It depends on what you consider the fall of Rome.
It is conventionally remembered that Rome fell in the year 476, but that isn’t the whole story.
First, a bit of background:
Prior to the rise of the Roman Empire, Alexander the Great conquered the middle east and the eastern mediterranean. Alexander died and his empire fractured as his four generals fought over his territorial conquests. For centuries after Alexander’s conquest, the eastern mediterranean was ruled by Greeks, and became linguistically Greek speaking and heavily Greek influenced.
When the Romans eventually conquered the eastern Mediterranean, the lingua franca of the region was already Greek. Whereas the Romans considered other people groups they conquered to be barbarians, they never called the Greeks ‘barbarians’, because they respected the Greeks, and were heavily influenced by Greek culture, religion, philosophy, mathematics, and aesthetics. Even centuries after Rome conquered the eastern mediterranean, the eastern half of Rome spoke Greek. (This is why the books of the New Testament, which were written in the eastern mediterranean in the period when Rome ruled that region, are all written in Greek.) But the western half of Rome was culturally dominated by the Romans and used Latin as their lingua franca.
By the time of the emperor Diocletian (283-305), the empire was having trouble administering its two halves, so he divided the empire into two administrative halves: the Latin speaking west, and the Greek speaking east.
The Latin west gradually collapsed due to corruption and barbarian invasions in the face of Roman in-fighting and gradual loss of military power (which was expensive and difficult to maintain), and the city of Rome itself fell in the year 476. Several pandemic plagues ripping through that region didn’t help, and certainly contributed to its f all. But this doesn’t mean the Roman empire fell at that time. The eastern half, which spoke Greek, and which had Byzantium (re-named Constantinople in 330) as its capital, didn’t conclusively end until the Ottomans conquered Constantinople in 1453. But it did gradually lose bits and pieces of its territory.
The eastern Roman empire is referred to as the Byzantine empire to differentiate what era of Roman history is being referred to, but they themselves just identified as Romans, and as the Roman empire. But they were distinct in that
* they spoke Greek rather than Latin
* In the period which Historians refer to the as the Byzantine empire, they were religiously Christian
* their capital was Constantinople, not Rome.
Later on during the Byzantine era, when they had an empress, Irene, the royal court had a huge dispute with the Pope in Rome, and the Pope crowned Charlemagne (a germanic warlord) as the “Roman Emperor” with the justification that the title “Roman Emperor” wasn’t being used at the time (because they had an empress), which pissed off the Byzantines. This spawned the ironically named “Holy Roman Empire” in the 800’s, which is a whole different entity, which wasn’t holy, wasn’t Roman, and wasn’t an empire, but was a confederation of Germanic kings and princes.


-- AIM OF THE TASK --
Will you output all of the data below exactly, omitting the images?

-- MATERIAL FOR THIS TASK --

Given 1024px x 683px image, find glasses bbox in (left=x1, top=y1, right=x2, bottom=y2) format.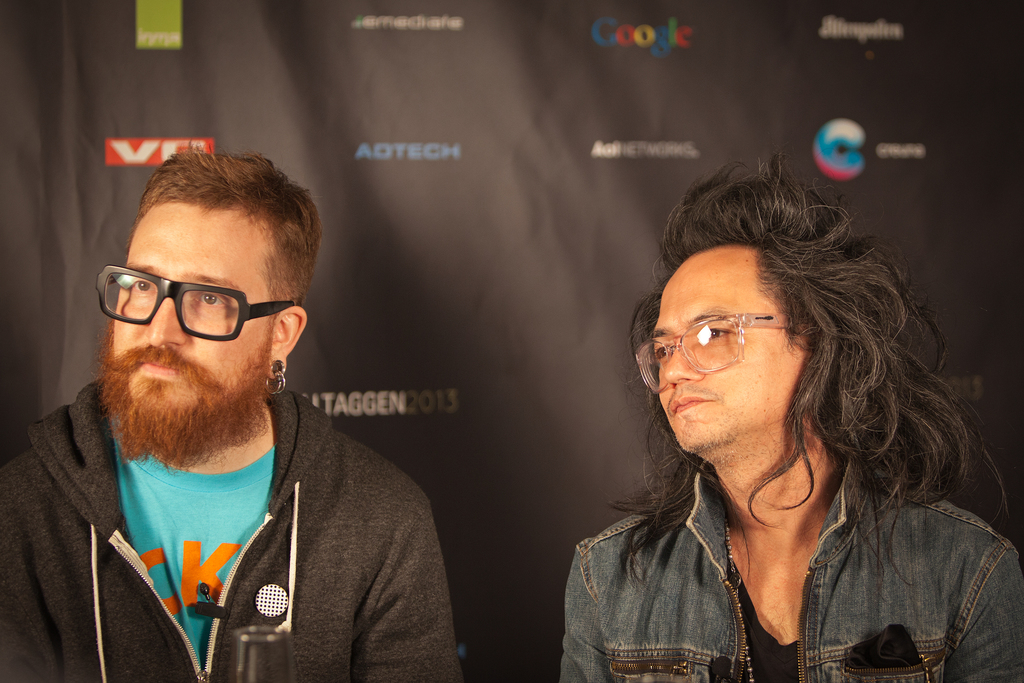
(left=90, top=261, right=297, bottom=340).
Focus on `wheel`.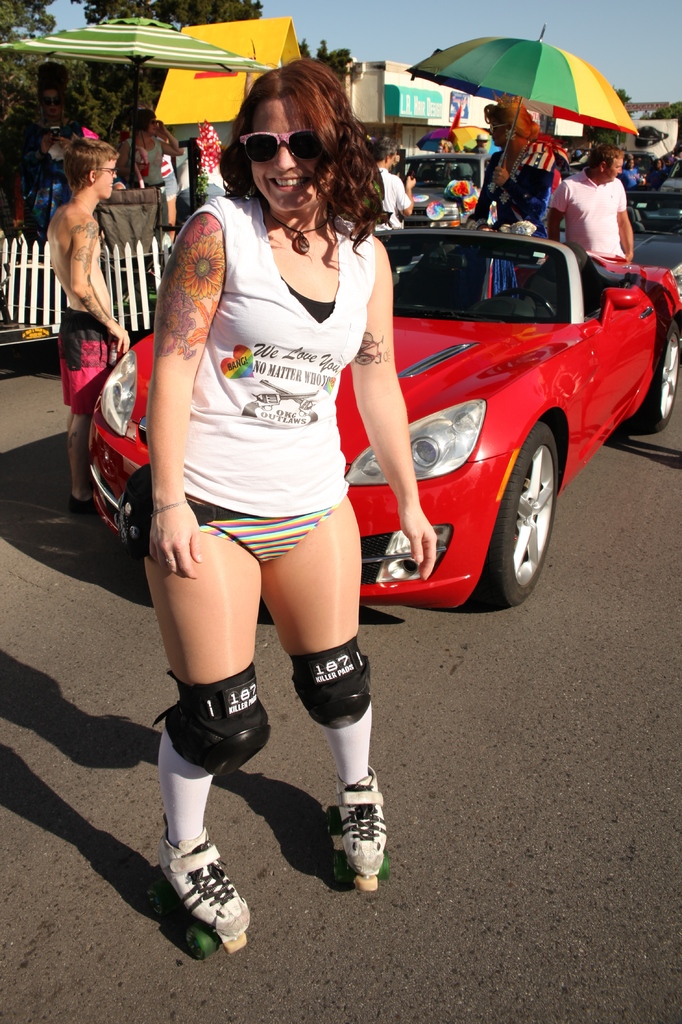
Focused at 481/414/560/605.
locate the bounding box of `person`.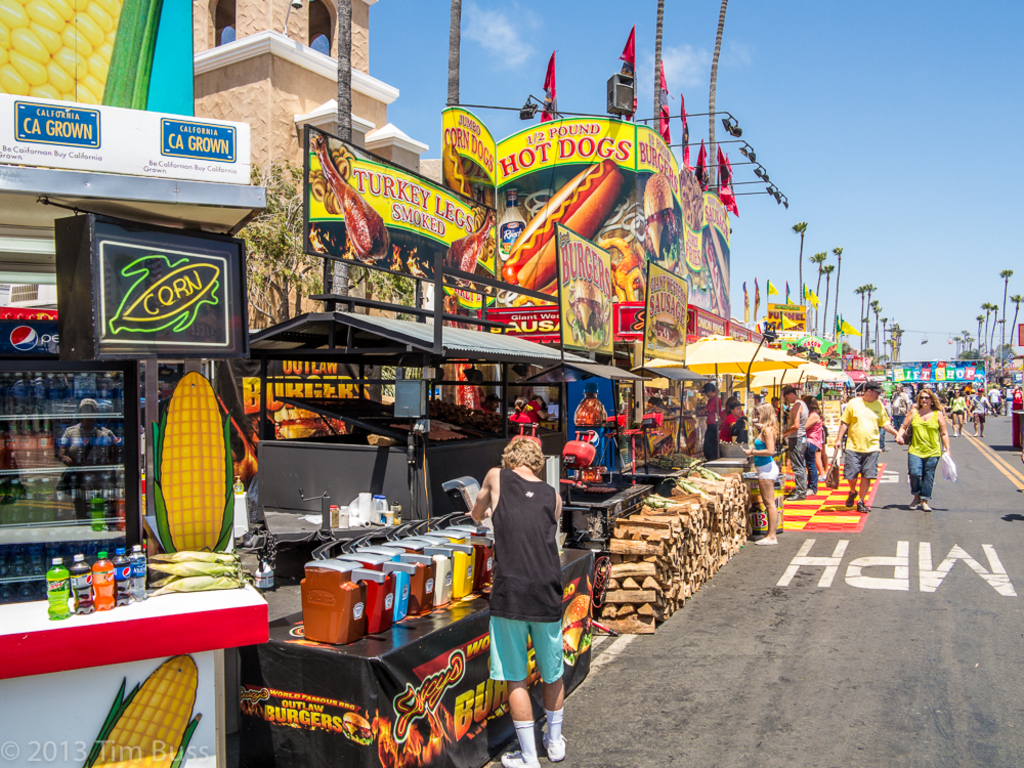
Bounding box: [left=969, top=385, right=994, bottom=435].
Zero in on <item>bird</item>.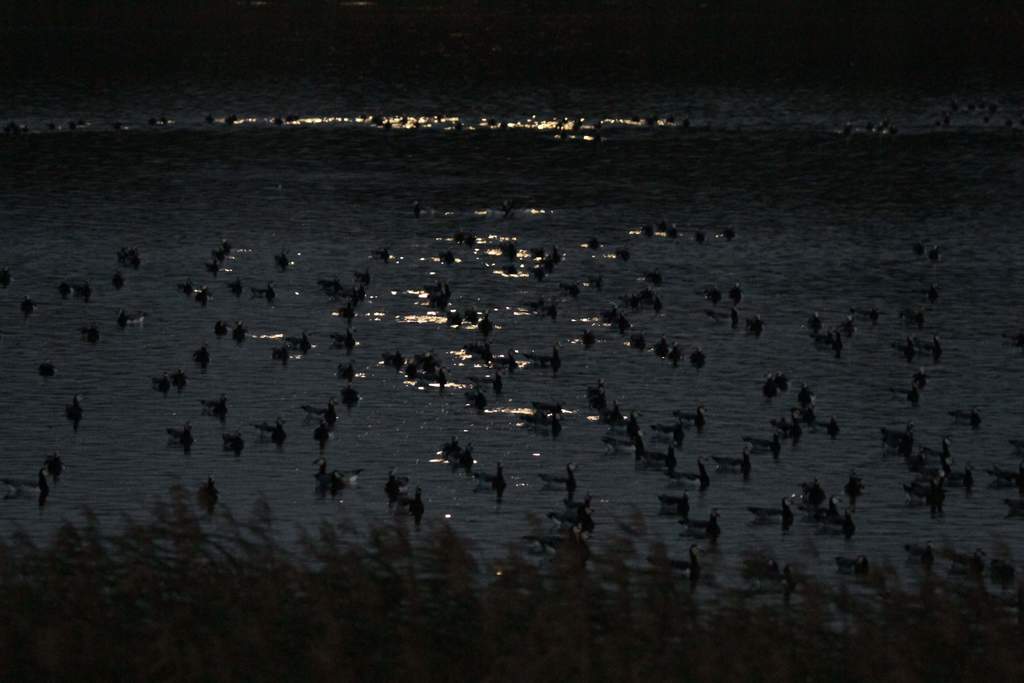
Zeroed in: 169,370,190,388.
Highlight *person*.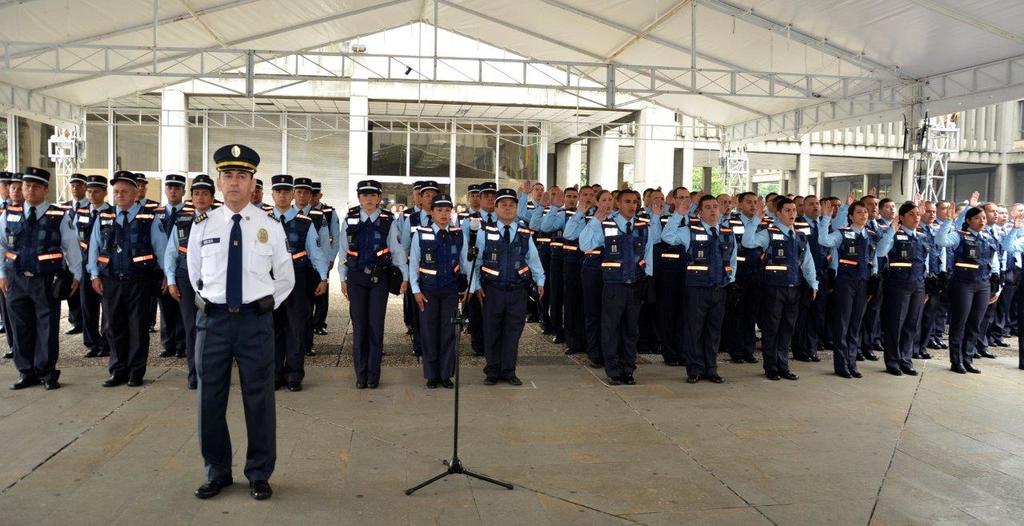
Highlighted region: left=466, top=190, right=534, bottom=397.
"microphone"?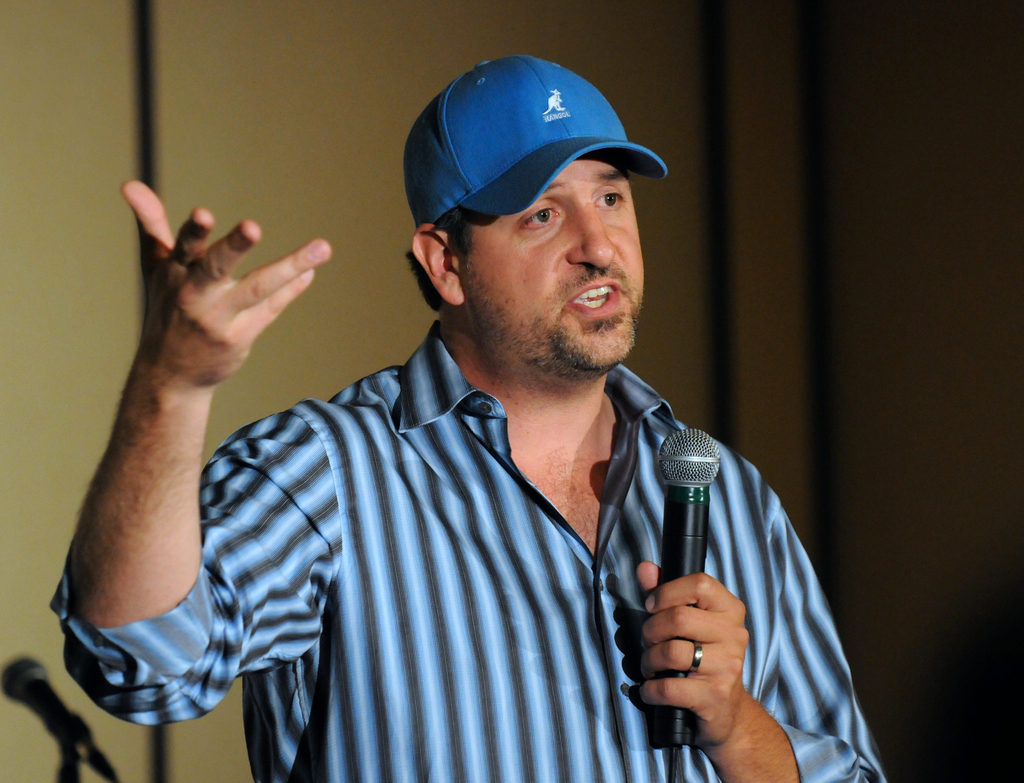
(0, 652, 122, 782)
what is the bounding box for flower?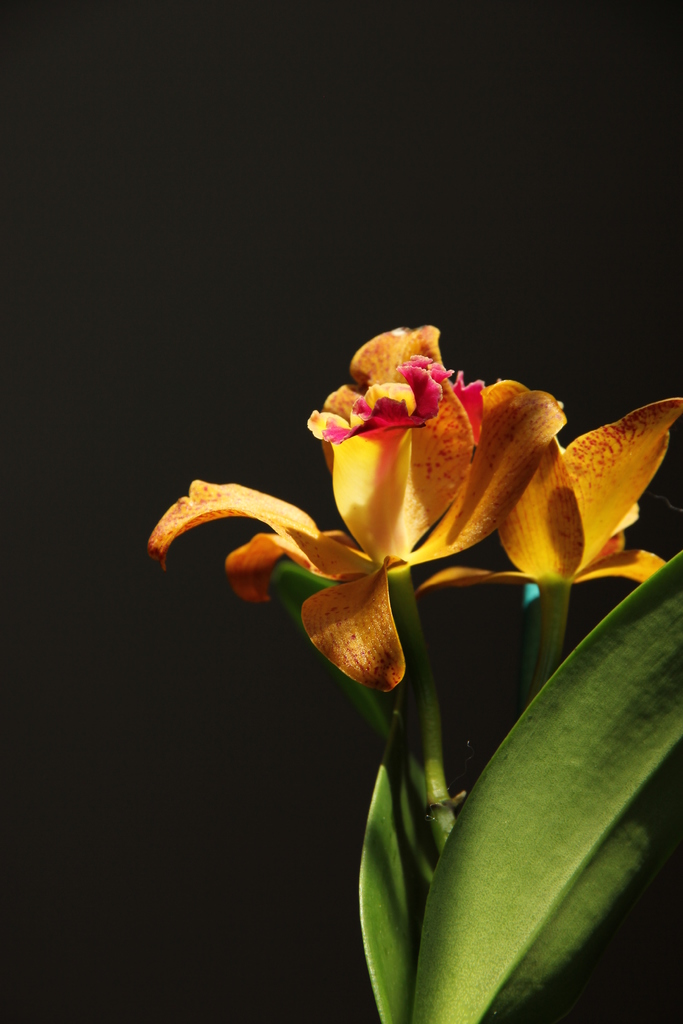
locate(176, 310, 590, 684).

-- ANSWER TO THE EXERCISE --
Given 1024px x 683px image, find glasses bbox in (left=x1, top=y1, right=x2, bottom=y2) format.
(left=90, top=261, right=297, bottom=340).
Focus on `wheel`.
Focused at 481/414/560/605.
locate the bounding box of `person`.
Bounding box: [left=969, top=385, right=994, bottom=435].
Zero in on <item>bird</item>.
Zeroed in: 169,370,190,388.
Highlight *person*.
Highlighted region: left=466, top=190, right=534, bottom=397.
"microphone"?
(0, 652, 122, 782)
what is the bounding box for flower?
locate(176, 310, 590, 684).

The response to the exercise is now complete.